This is an toy web application for the management of projects. The website specification is based upon a coursework project for Cloud Application Development at the University of Southampton, originally build in Angular.
The aim of the development of this project was see the benefits and pitfalls of Bolero by using a project I understood well.
You will need:
To run the application locally, run the command dotnet run -p src/PmaBolero.Server
. Within Visual Studio Code (or an application that supports vscode tasks), the task run server
runs the aforementioned command.
Model-View-Update is productive and possibly my favourite code structure for building UIs. As I've often found with inherently functional ways of programming, MVU more closely aligns with my thought process for programming. MVU allowed me to spend more time thinking about what I wanted out of the website, and less about how to connect all the parts of the code to get it work.
The messaging system can become a bit convoluted, especially using the parent-child methodology I employed.

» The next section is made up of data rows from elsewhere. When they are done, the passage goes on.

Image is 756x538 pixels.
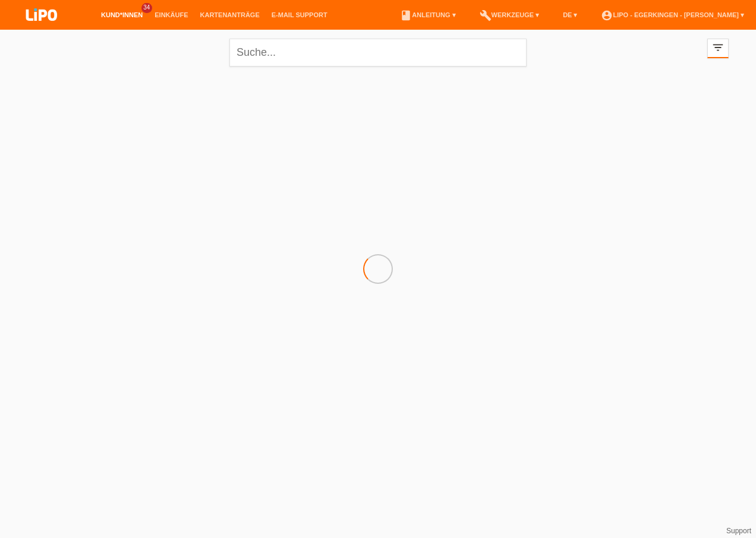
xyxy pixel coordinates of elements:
[266,11,333,18] a: E-Mail Support
[12,24,72,33] a: LIPO pay
[142,3,152,13] span: 34
[394,11,461,18] a: bookAnleitung ▾
[148,11,194,18] a: Einkäufe
[474,11,546,18] a: buildWerkzeuge ▾
[595,11,750,18] a: account_circleLIPO - Egerkingen - [PERSON_NAME] ▾
[601,9,613,21] i: account_circle
[480,9,492,21] i: build
[194,11,266,18] a: Kartenanträge
[726,527,751,535] a: Support
[95,11,148,18] a: Kund*innen
[557,11,583,18] a: DE ▾
[400,9,412,21] i: book
[229,39,527,66] input: Suche...
[711,41,725,54] i: filter_list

I could see this quickly become difficult to use for a much large web application. In exchange, however, each part of the website could be built in near isolation.
F# and Bolero are promising ways of building web applications. Unlike with Angular development, most of the problems I encountered were spotted through the type system before running the server. I intentionally used templating rather than the more Elmish style of writing the UI in code to more closely match my experience with Angular. I am certain I will be using Bolero more in the future and for personal/small projects it will be my go to over Angular.
Deploying to Azure App Service and setting up CD using Azure Pipelines was surprisingly simple using Visual Studio 2019. The automated process for setting up Azure was the only aspect that required further configuration:
- It only looked for .csproj projects.
- It attempted to drop the release of the client rather than server.